INTENT WAS TO ‘E-VADE’ADE
Ex-info czar rips Hill
What she did was contrary to both the letter and the spirit of the law.
— Daniel Metcalfe, who ran the Justice Department’s Office of Information and Privacy from 1981 to 2007
WASHINGTON — The official who was the US government’s top Freedom of Information Act expert for a quartercentury has blasted Hillary Rodham Clinton’s justification for setting up a private email system for her government work as “laughable.”
“What she did was contrary to both the letter and the spirit of the law,” said Daniel Metcalfe, who ran the Justice Department’s Office of Information and Privacy from 1981 to 2007, a period spanning the Reagan, Bush, Clinton and Bush administrations.
“There is no doubt that the scheme she established was a blatant circumvention of the Freedom of Information Act, atop the Federal Records Act,” he said in scalding comments to the Canadian Press Wednesday.
Metcalfe added that if he had learned of a Cabinet officer setting up an email system like Clinton’s, “I would’ve said, ‘You’ve gotta be kidding me.’
“You can’t have the secretary of state do that. That’s just a prescription for the circumvention of the FOIA. Plus, fundamentally, there’s no way the people at the archives should permit that.”
Clinton said Tuesday that she deleted about half her cache of 60,000 emails written while she was secretary of state, turning over to the State Department those messages she and her counsel deemed official.
Clinton insisted she followed all the federal rules in effect at the time.
After reviewing a transcript of Clinton’s remarks, Metcalfe pointed to 23 instances where what she said was “deceptive,” “grossly misleading” or impossible to verify.
“Her suggestion that government employees can unilaterally determine which of their records are personal and which are official, even in the face of a FOIA request, [is] laughable,” said Metcalfe, who now teaches government information law at American University in DC.
Other experts also weren’t buying Clinton’s explanation that she used private email strictly to avoid carrying more than one mobile device.
“I do not believe it was for convenience. I just have to believe that it was because she didn’t want anybody to have access to the information,” Richard Schaffer, who directed the office of information assurance at the National Security Agency, told The Post.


Prompt: Every entry, from the first line to the last, should be output exactly.

Given information:

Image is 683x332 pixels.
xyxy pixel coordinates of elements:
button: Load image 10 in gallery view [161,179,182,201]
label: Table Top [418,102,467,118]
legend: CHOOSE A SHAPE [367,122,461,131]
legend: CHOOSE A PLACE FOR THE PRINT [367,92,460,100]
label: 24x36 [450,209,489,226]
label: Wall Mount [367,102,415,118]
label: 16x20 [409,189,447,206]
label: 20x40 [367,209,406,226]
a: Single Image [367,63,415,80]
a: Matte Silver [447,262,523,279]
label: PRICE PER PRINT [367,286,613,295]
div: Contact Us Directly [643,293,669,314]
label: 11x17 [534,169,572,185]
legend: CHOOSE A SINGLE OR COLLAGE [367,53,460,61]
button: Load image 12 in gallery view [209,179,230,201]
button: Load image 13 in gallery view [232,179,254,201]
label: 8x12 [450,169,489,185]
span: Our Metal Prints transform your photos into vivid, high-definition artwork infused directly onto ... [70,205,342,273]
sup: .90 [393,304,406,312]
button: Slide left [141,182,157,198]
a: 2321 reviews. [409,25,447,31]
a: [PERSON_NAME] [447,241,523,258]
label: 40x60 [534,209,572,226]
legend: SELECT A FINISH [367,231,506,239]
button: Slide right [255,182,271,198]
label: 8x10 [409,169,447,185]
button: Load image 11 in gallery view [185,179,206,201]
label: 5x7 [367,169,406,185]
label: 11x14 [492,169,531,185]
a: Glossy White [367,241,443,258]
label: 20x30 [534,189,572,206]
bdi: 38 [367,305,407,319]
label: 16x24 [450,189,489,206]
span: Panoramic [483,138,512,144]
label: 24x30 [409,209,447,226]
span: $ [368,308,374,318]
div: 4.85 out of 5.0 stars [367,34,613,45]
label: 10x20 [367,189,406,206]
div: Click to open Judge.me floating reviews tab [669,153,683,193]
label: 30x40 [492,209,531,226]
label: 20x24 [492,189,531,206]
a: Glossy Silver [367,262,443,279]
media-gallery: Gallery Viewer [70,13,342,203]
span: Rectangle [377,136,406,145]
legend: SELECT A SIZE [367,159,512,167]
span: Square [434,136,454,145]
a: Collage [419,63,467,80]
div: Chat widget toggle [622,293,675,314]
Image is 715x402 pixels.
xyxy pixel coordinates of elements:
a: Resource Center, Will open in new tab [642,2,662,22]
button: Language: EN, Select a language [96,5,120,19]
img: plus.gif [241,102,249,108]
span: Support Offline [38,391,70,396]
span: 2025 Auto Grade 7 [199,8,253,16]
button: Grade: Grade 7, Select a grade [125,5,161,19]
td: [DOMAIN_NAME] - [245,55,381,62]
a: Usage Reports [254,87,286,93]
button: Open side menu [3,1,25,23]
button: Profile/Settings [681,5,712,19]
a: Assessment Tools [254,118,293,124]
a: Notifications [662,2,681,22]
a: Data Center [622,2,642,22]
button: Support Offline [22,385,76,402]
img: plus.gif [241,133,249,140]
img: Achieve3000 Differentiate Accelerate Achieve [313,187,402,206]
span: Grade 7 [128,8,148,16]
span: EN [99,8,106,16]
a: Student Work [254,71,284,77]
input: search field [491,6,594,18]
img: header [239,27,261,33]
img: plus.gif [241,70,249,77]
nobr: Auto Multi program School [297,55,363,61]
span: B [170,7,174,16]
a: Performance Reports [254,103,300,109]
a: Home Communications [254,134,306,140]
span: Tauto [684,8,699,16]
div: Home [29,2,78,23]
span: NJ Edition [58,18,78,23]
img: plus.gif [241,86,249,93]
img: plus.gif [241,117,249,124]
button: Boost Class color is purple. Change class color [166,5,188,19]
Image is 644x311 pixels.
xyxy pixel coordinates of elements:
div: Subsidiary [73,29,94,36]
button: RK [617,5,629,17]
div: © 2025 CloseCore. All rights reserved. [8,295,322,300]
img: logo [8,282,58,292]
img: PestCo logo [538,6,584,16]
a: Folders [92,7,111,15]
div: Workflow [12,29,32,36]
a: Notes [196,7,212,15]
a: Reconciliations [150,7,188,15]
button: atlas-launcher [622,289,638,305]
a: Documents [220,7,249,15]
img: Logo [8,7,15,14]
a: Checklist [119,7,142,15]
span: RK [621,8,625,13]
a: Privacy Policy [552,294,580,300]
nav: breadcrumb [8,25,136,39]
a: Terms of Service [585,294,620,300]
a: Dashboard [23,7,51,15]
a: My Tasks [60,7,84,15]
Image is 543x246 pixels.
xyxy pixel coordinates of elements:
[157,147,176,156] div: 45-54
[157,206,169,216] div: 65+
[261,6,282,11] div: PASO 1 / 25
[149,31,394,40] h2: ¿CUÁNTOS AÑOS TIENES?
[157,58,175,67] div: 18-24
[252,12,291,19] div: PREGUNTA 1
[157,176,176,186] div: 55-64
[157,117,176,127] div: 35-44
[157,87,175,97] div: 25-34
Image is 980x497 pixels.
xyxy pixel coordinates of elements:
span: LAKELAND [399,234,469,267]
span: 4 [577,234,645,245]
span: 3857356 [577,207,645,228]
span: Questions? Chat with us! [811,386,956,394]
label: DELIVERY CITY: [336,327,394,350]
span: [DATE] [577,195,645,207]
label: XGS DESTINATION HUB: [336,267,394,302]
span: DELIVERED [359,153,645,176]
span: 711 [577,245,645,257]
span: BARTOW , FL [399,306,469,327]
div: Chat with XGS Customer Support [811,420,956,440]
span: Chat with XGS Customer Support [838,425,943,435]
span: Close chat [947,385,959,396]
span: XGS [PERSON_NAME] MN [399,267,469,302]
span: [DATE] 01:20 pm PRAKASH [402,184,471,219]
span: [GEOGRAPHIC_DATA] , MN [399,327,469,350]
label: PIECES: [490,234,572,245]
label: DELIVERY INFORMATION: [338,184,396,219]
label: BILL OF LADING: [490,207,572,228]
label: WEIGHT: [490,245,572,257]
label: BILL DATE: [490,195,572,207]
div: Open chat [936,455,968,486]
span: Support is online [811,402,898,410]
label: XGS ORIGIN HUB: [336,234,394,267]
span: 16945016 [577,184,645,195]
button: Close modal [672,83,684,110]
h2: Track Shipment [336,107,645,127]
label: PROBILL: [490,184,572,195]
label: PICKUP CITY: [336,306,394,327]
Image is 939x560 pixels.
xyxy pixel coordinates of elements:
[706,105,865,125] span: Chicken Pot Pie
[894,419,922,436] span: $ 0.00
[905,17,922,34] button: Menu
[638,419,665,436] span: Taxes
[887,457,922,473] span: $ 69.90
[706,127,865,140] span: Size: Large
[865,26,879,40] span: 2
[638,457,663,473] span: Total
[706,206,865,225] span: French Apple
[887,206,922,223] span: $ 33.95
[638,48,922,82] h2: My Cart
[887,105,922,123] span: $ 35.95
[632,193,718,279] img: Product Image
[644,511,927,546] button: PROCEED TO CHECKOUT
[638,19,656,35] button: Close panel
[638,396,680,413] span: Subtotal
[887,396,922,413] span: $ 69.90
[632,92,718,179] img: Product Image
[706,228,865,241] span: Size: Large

Result:
Image is 683x332 pixels.
xyxy pixel coordinates of elements:
button: Load image 10 in gallery view [161,179,182,201]
label: Table Top [418,102,467,118]
legend: CHOOSE A SHAPE [367,122,461,131]
legend: CHOOSE A PLACE FOR THE PRINT [367,92,460,100]
label: 24x36 [450,209,489,226]
label: Wall Mount [367,102,415,118]
label: 16x20 [409,189,447,206]
label: 20x40 [367,209,406,226]
a: Single Image [367,63,415,80]
a: Matte Silver [447,262,523,279]
label: PRICE PER PRINT [367,286,613,295]
div: Contact Us Directly [643,293,669,314]
label: 11x17 [534,169,572,185]
legend: CHOOSE A SINGLE OR COLLAGE [367,53,460,61]
button: Load image 12 in gallery view [209,179,230,201]
button: Load image 13 in gallery view [232,179,254,201]
label: 8x12 [450,169,489,185]
span: Our Metal Prints transform your photos into vivid, high-definition artwork infused directly onto ... [70,205,342,273]
sup: .90 [393,304,406,312]
button: Slide left [141,182,157,198]
a: 2321 reviews. [409,25,447,31]
a: [PERSON_NAME] [447,241,523,258]
label: 40x60 [534,209,572,226]
legend: SELECT A FINISH [367,231,506,239]
button: Slide right [255,182,271,198]
label: 8x10 [409,169,447,185]
button: Load image 11 in gallery view [185,179,206,201]
label: 5x7 [367,169,406,185]
label: 11x14 [492,169,531,185]
a: Glossy White [367,241,443,258]
label: 20x30 [534,189,572,206]
bdi: 38 [367,305,407,319]
label: 16x24 [450,189,489,206]
span: Panoramic [483,138,512,144]
label: 24x30 [409,209,447,226]
span: $ [368,308,374,318]
div: 4.85 out of 5.0 stars [367,34,613,45]
label: 10x20 [367,189,406,206]
div: Click to open Judge.me floating reviews tab [669,153,683,193]
label: 30x40 [492,209,531,226]
label: 20x24 [492,189,531,206]
a: Glossy Silver [367,262,443,279]
media-gallery: Gallery Viewer [70,13,342,203]
span: Rectangle [377,136,406,145]
legend: SELECT A SIZE [367,159,512,167]
span: Square [434,136,454,145]
a: Collage [419,63,467,80]
div: Chat widget toggle [622,293,675,314]
Image is 715x402 pixels.
xyxy pixel coordinates of elements:
a: Resource Center, Will open in new tab [642,2,662,22]
button: Language: EN, Select a language [96,5,120,19]
img: plus.gif [241,102,249,108]
span: Support Offline [38,391,70,396]
span: 2025 Auto Grade 7 [199,8,253,16]
button: Grade: Grade 7, Select a grade [125,5,161,19]
td: [DOMAIN_NAME] - [245,55,381,62]
a: Usage Reports [254,87,286,93]
button: Open side menu [3,1,25,23]
button: Profile/Settings [681,5,712,19]
a: Assessment Tools [254,118,293,124]
a: Notifications [662,2,681,22]
a: Data Center [622,2,642,22]
button: Support Offline [22,385,76,402]
img: plus.gif [241,133,249,140]
img: Achieve3000 Differentiate Accelerate Achieve [313,187,402,206]
span: Grade 7 [128,8,148,16]
span: EN [99,8,106,16]
a: Student Work [254,71,284,77]
input: search field [491,6,594,18]
img: header [239,27,261,33]
img: plus.gif [241,70,249,77]
nobr: Auto Multi program School [297,55,363,61]
span: B [170,7,174,16]
a: Performance Reports [254,103,300,109]
a: Home Communications [254,134,306,140]
span: Tauto [684,8,699,16]
div: Home [29,2,78,23]
span: NJ Edition [58,18,78,23]
img: plus.gif [241,86,249,93]
img: plus.gif [241,117,249,124]
button: Boost Class color is purple. Change class color [166,5,188,19]
Image is 644x311 pixels.
xyxy pixel coordinates of elements:
div: Subsidiary [73,29,94,36]
button: RK [617,5,629,17]
div: © 2025 CloseCore. All rights reserved. [8,295,322,300]
img: logo [8,282,58,292]
img: PestCo logo [538,6,584,16]
a: Folders [92,7,111,15]
div: Workflow [12,29,32,36]
a: Notes [196,7,212,15]
a: Reconciliations [150,7,188,15]
button: atlas-launcher [622,289,638,305]
a: Documents [220,7,249,15]
img: Logo [8,7,15,14]
a: Checklist [119,7,142,15]
span: RK [621,8,625,13]
a: Privacy Policy [552,294,580,300]
nav: breadcrumb [8,25,136,39]
a: Terms of Service [585,294,620,300]
a: Dashboard [23,7,51,15]
a: My Tasks [60,7,84,15]
Image is 543x246 pixels.
xyxy pixel coordinates of elements:
[157,147,176,156] div: 45-54
[157,206,169,216] div: 65+
[261,6,282,11] div: PASO 1 / 25
[149,31,394,40] h2: ¿CUÁNTOS AÑOS TIENES?
[157,58,175,67] div: 18-24
[252,12,291,19] div: PREGUNTA 1
[157,176,176,186] div: 55-64
[157,117,176,127] div: 35-44
[157,87,175,97] div: 25-34
Image is 980x497 pixels.
xyxy pixel coordinates of elements:
span: LAKELAND [399,234,469,267]
span: 4 [577,234,645,245]
span: 3857356 [577,207,645,228]
span: Questions? Chat with us! [811,386,956,394]
label: DELIVERY CITY: [336,327,394,350]
span: [DATE] [577,195,645,207]
label: XGS DESTINATION HUB: [336,267,394,302]
span: DELIVERED [359,153,645,176]
span: 711 [577,245,645,257]
span: BARTOW , FL [399,306,469,327]
div: Chat with XGS Customer Support [811,420,956,440]
span: Chat with XGS Customer Support [838,425,943,435]
span: Close chat [947,385,959,396]
span: XGS [PERSON_NAME] MN [399,267,469,302]
span: [DATE] 01:20 pm PRAKASH [402,184,471,219]
span: [GEOGRAPHIC_DATA] , MN [399,327,469,350]
label: PIECES: [490,234,572,245]
label: DELIVERY INFORMATION: [338,184,396,219]
label: BILL OF LADING: [490,207,572,228]
label: WEIGHT: [490,245,572,257]
label: BILL DATE: [490,195,572,207]
div: Open chat [936,455,968,486]
span: Support is online [811,402,898,410]
label: XGS ORIGIN HUB: [336,234,394,267]
span: 16945016 [577,184,645,195]
button: Close modal [672,83,684,110]
h2: Track Shipment [336,107,645,127]
label: PROBILL: [490,184,572,195]
label: PICKUP CITY: [336,306,394,327]
Image is 939x560 pixels.
xyxy pixel coordinates of elements:
[706,105,865,125] span: Chicken Pot Pie
[894,419,922,436] span: $ 0.00
[905,17,922,34] button: Menu
[638,419,665,436] span: Taxes
[887,457,922,473] span: $ 69.90
[706,127,865,140] span: Size: Large
[865,26,879,40] span: 2
[638,457,663,473] span: Total
[706,206,865,225] span: French Apple
[887,206,922,223] span: $ 33.95
[638,48,922,82] h2: My Cart
[887,105,922,123] span: $ 35.95
[632,193,718,279] img: Product Image
[644,511,927,546] button: PROCEED TO CHECKOUT
[638,19,656,35] button: Close panel
[638,396,680,413] span: Subtotal
[887,396,922,413] span: $ 69.90
[632,92,718,179] img: Product Image
[706,228,865,241] span: Size: Large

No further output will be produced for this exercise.